Ted Trimble, the Director of the Center for Global Health at the NCI, notes that the health care workers did more than just use tests. They made innovative use of new technology – using digital cameras to record exams so they could be reviewed later and geomapping of the slums of Mumbai so women could be found – and of super-organized records. More than that, he says, the workers did a great job of making sure women who were screened as potentially having cancer did get to Tata Memorial for their exams. Will other hospitals in other countries be as diligent outside of a controlled clinical trial? It's impossible to know.

Still, this is a striking example of how a low-tech, low-cost intervention can sometimes take the place of a more high-tech innovation. In 2009, Shastri co-authored a paper in the New England Journal of Medicine showing that a single round of acetic acid screening was about the same as a single pap smear for detecting cervical cancer, but neither were as good as a newer invention, which tests for the viral DNA of the strains of the human papilloma virus that are the main cause of cervical cancer.
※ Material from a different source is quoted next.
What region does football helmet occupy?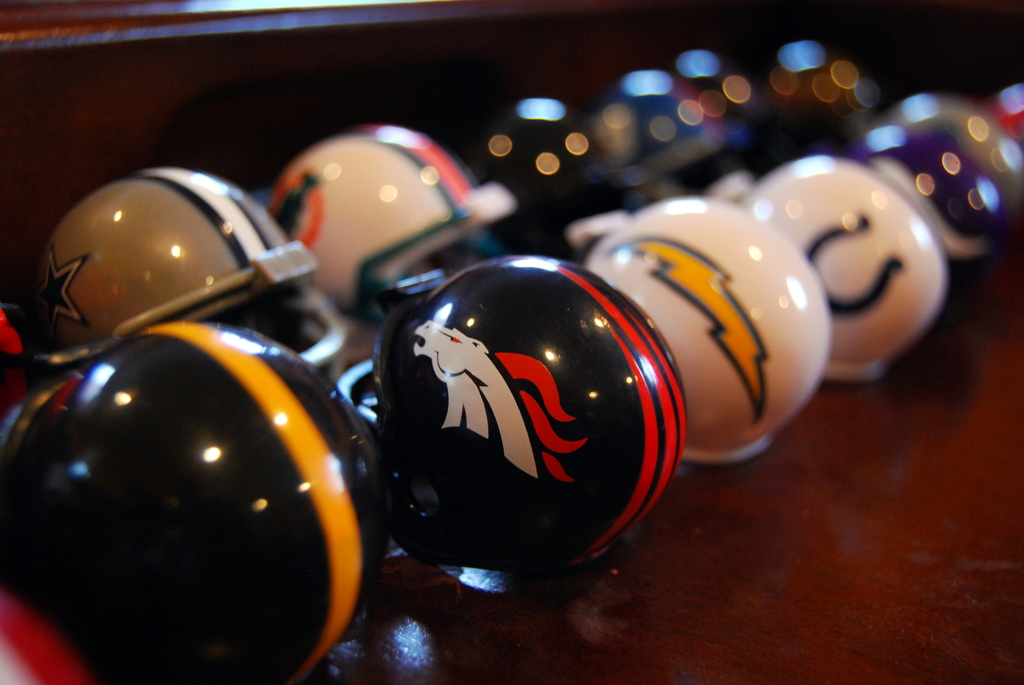
bbox=[10, 169, 319, 373].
But the viral DNA test is expensive. Even in the U.S., it is so costly that it has not replaced Pap smears. The Bill & Melinda Gates Foundation has partnered with Qiagen , the Dutch diagnostics company, to create a cheaper version that might be useful in the developing world. Irma Alfaro-Beitz, a senior director of global health at Qiagen, says that Qiagen worries about introducing the test in countries that lack the equipment and processes to perform it or the ability to make sure women are helped once cervical cancer is found. “It is very important that when we introduce a test into a country that country is ready for the test,” she says.
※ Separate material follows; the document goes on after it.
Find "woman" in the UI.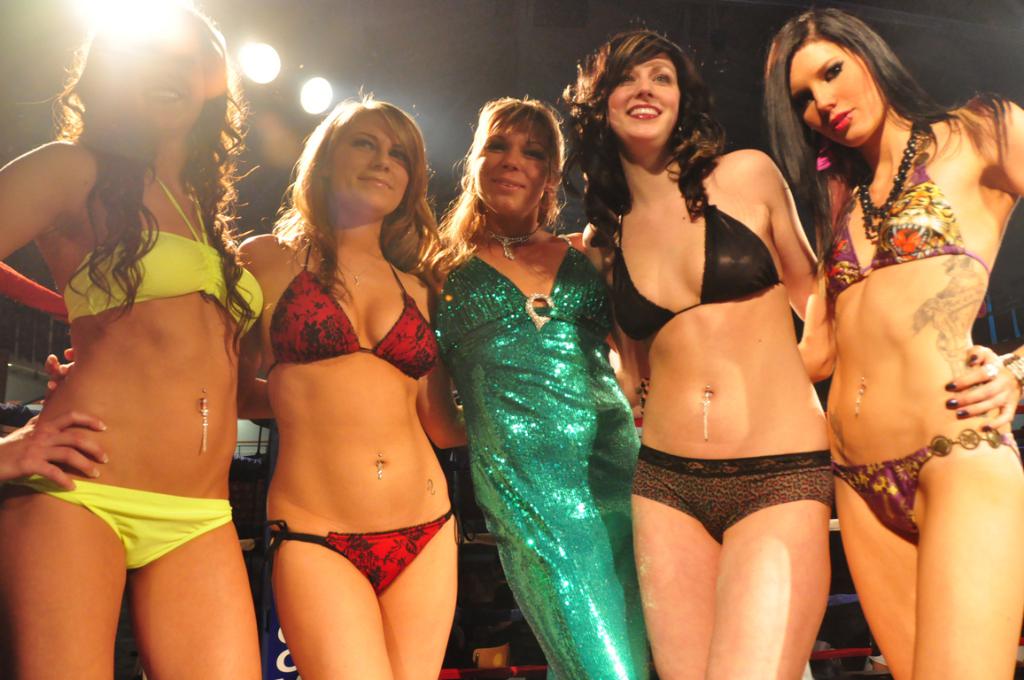
UI element at BBox(0, 0, 261, 677).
The Gates Foundation still says that the new test should cost about $5, and that it has received regulatory approval from the European Union and been granted marketing authorization in many emerging markets, including India. But approval from the World Health Organization is still pending, and that will be necessary to allow agencies of the United Nations to procure the test.
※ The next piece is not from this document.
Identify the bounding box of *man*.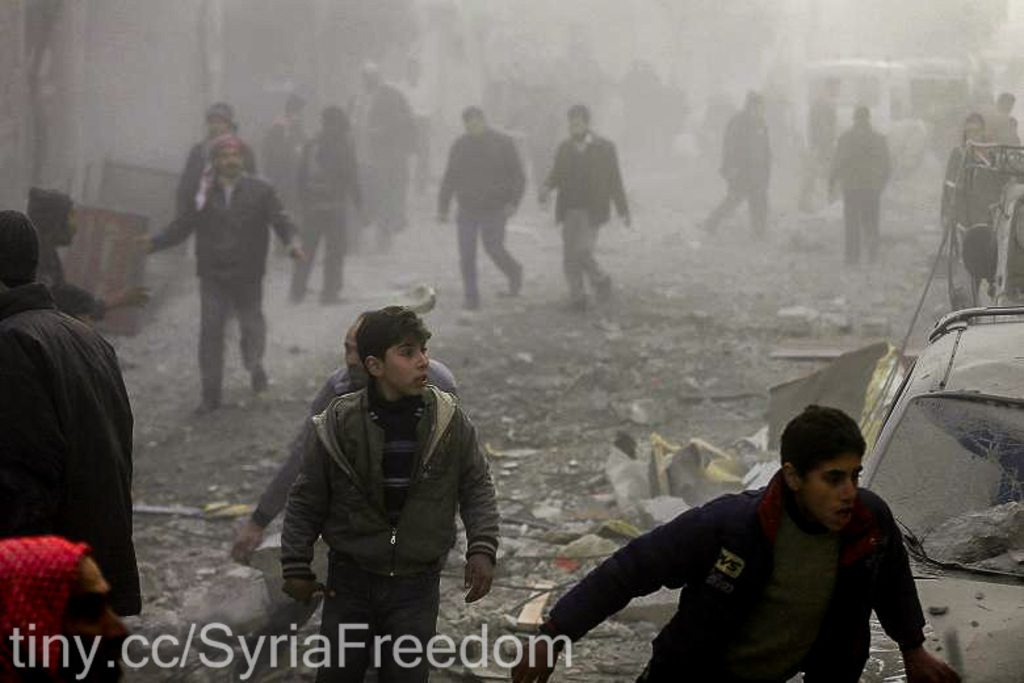
box(824, 101, 886, 264).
Shastri says that even if the test becomes available, he is likely to use it only as a second step after the acetic acid screen. The current cost of screening one woman is about 30 Indian rupees, about half a U.S. dollar. Even if the cost of HPV viral testing can drop to $2, it will still best be used to make sure that cancer is detected in women whose cervixes show white areas after being exposed to acetic acid.

Other methods are also being used to help to reduce the number of cervical cancer deaths, too. Last month, Merck and GlaxoSmithKline dropped the prices of the two vaccines against HPV, Gardasil and Cervarix, to $4.50 and $4.60 per dose for use in the developing world. That's less than one-twentieth the price in the developed world.

There is also some good news on the treatment front: researchers at the ASCO meeting announced that Roche's Avastin can extend the life of an average woman with late-stage cervical cancer by four months to 17 months. It is not yet clear what can be done to get Avastin, which costs tens of thousands per year, available to rural women in the developing world.